Zhou Ming placed the envelope on top of the vote packet, not gently, not theatrically, just firmly enough to claim the center of the table.

“I was asked to confirm one final point before the motion closes,” he said.

Madam Han’s voice sharpened. “By whom?”

“By someone who understands what a real route chain looks like.” Zhou Ming’s eyes moved briefly to the photographed sheet, then back to the sponsor packet. “The sponsor clause is valid.”

Shen Wei let out a short, dismissive sound. “Convenient.”

Zhou Ming ignored him. He took the paper knife from beside the secretary’s folder and slit the envelope in one clean line. The room heard the dry scrape of paper giving way. He drew out a single page and held it high enough for the nearest board members to read the heading.

“The clause can flip control,” he said. “But only if the original custodial chain is named before the motion closes.”

No one moved.

Madam Han’s ringed hand settled flat on the wood. “Named by whom?”

Zhou Ming looked at Liu Chen. “By the person who was taught not to speak when it mattered.”

The sentence did not ring through the room. It landed heavier than that. It settled.

Liu Chen understood at once what Zhou Ming was asking him to do.

The proof was real. The timing was right. The authority was there. But the custodial chain was not a neutral fact. It had been arranged by someone inside the family’s machinery, someone who had made silence feel like survival long before anyone in this room had started calling it loyalty.

If Liu Chen named that person, the motion could turn. But the cost would not stop at Madam Han. It would tear open the older arrangement that had kept him manageable in the first place.

Shen Yao looked at him then, really looked. Not as someone waiting for a convenient answer, but as if she were trying to understand how much of him had been built by fear and how much he had chosen to keep.

Madam Han saw that look too. Her patience thinned.

“Say it,” she said. “If you have a case, make it. If you don’t, stop wasting the board’s time.”

Shen Wei’s expression had gone flat. He knew the next sentence could ruin the room for him or for her, and he did not know which way Liu Chen would swing it.

Shen Yao’s fingers tightened once around each other.

Liu Chen drew a slow breath and measured the table, the packet, the clock, the people waiting to see whether he would swallow the same silence again.

This was not a small choice. It was the first time the room had forced him to decide whether he was still the son-in-law who stayed quiet to keep peace, or the man who could burn that peace down with a single name.

Madam Han’s voice went colder. “If you can’t speak cleanly, you can be cut off from this hearing entirely.”

The secretary’s pen froze above the minutes.

Zhou Ming did not hurry him. That was worse than pressure. The open envelope lay on the vote packet like a blade set down and left waiting.

Liu Chen’s eyes moved once to the chairman’s seat, then back to the paper in front of him. His right hand slid under the top folder and closed on the edge of another document Madam Han had not noticed him preparing.

She had been sure she was controlling the room.

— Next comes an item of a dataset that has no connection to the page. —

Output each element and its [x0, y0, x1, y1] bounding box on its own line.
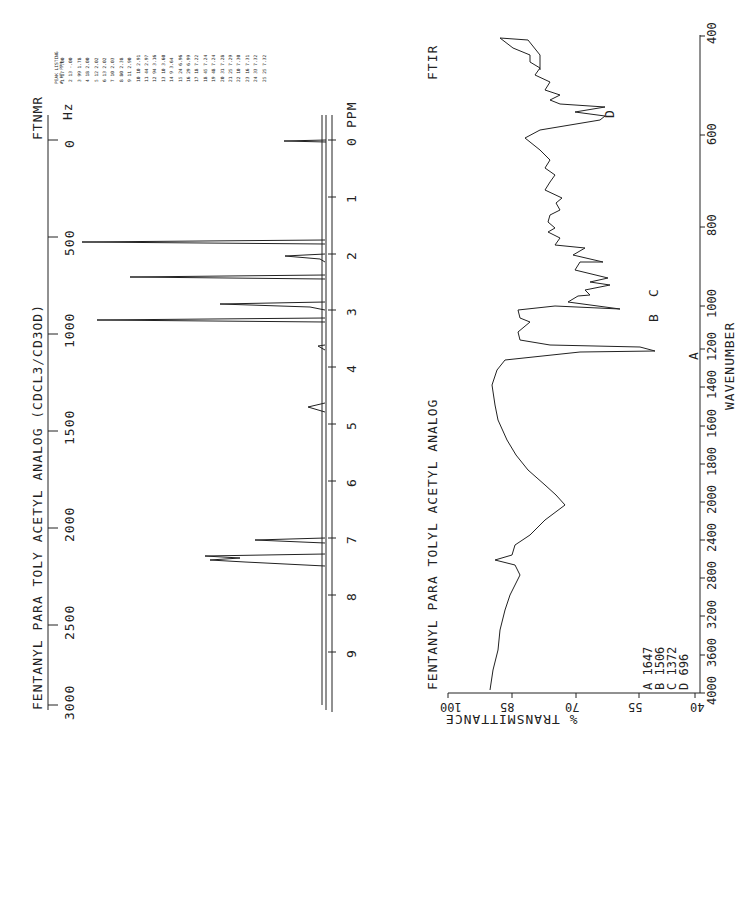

She had not realized he had been waiting for this cut.

“Madam Han,” he said, and the formality in his voice made the whole table go still. “If you want to keep pretending this is a household matter, you should not have routed it through Mingyuan Capital.”

Her gaze sharpened. For the first time that day, she looked ready to interrupt him out of instinct rather than strategy.

Liu Chen did not give her the chance.

He lifted the hidden document into view.

The room saw the seal first.

Then the chairman’s name.

Then the page that could rewrite everything before the board rule ever landed.